Q. Tell me about the problems facing this neighborhood right now.
A. We have an overwhelming amount of violence. We’re having a funeral here Tuesday for a boy that was shot. We have many funerals here for young people.

Q. What about the boy that was stabbed at the McDonalds?
A. Yes, we had his funeral here. The Church was packed. It looked like a college auditorium, but it wasn’t. It was people that are struggling with the same issues.

Q. Now, overall crime is down, but there’s a rise in shootings. What’s your reaction to this trend?
A. I don’t know the answer to that. I do know that we’ve been in this Church for fifty seven years, and the families that we deal with are torn apart. And most families in this community have experienced some kind of violence-related issue.

Q. Where do you think the guns are coming from? Other states? Black markets?
A. I have no idea, but I know they’re available. Widely available. There’s underground crime everywhere around here.

Q. What about the kids who grow up here. Are a lot of them dragged into this violence?
A. …gangs?

Q. Is it gangs? Or just small, petty squabbles? Or a combination?
A. It’s gangs. Kids are pressured into joining gangs, whether they want to or not. Just the other day, a boy that I know was approached to join a gang. He refused and they shot at him. So now he’s been removed from New York City by his family, for safety reasons.

Q. Around what age is it that they’re approached?
A. Thirteen, twelve, fourteen…sometimes younger.

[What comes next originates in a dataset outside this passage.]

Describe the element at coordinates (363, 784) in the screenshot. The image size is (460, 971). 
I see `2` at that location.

Q. And the kids who are dying and shooting each other?
A. Seventeen, and up. Usually.

Q. For people in other neighborhoods, who don’t have to deal with this kind of violence, do you have anything you want to tell them or ask of them?
A. I think they should be very supportive of the Police Department and District Attorney’s Office, and any programs that are available that they can volunteer, sit down and talk with the youth here. Especially in the field of education. We have low graduation rates—they’re in the streets a lot and not in school. Anyone who can offer to tutor or educate kids is one of the answers.

Q. The NYPD’s “stop and frisk” has been curtailed recently. Would you like to see it return to its previous levels?
A. If its handled in the manner that it should be, I think it’s a great thing that can save some of these kids lives. I wouldn’t mind being stopped and frisked. For the safety it provides, for the lives that it saves, it’s worth it.

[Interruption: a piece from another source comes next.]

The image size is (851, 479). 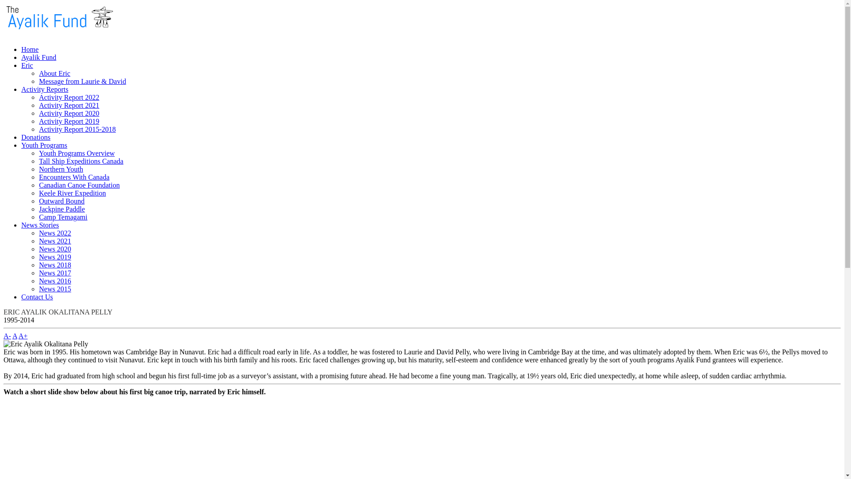 I want to click on Canadian Canoe Foundation, so click(x=79, y=185).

Q. Do you think it serves as a deterrent? If a kid knows he might be stopped and frisked, he doesn’t bring a gun out to the streets?
A. I think it has a positive impact in that way, absolutely.

Q. What about alternative programs for these kids? There’s the new YCMA now, there’s summer youth programs. Could there be more? Is there something else you’d like to see that could take these kids away from the gangs’ lure?
A. I think that working with families in a personal way on these kinds of issues will reduce their occurrences. Families, especially in this community, where you have so many high-rise buildings like those [points in the distance], people in them by the thousands—and gangs are overrunning buildings, you’re under this kind of ‘war mentality.’ It overtakes their family. What the Church tries to do is work with families. When we can sort out problems on an individual basis and give help where needed, we have a chance.

Q. When you first started hosting gun buy back programs, did you reach out the police with the idea, or vice versa?
A. I was approached.

Q. Did you have any reservations?
A. Not at all. We’re a community church. My father [Jack San Filippo] started this church fifty seven years ago in a storefront. When my parents died, I took over. So I’ve been here all my life. And I know generations and generations of people here.

Q. Are local residents supportive of the gun buy back program?
A. Yes. There are a great number of people in this community who just want to go to work and make a good life for themselves and their children. But when you’re overrun with all of this crime, it’s very difficult. The peer pressure and influence are extraordinary. Crime will take over if you don’t do something to fight it.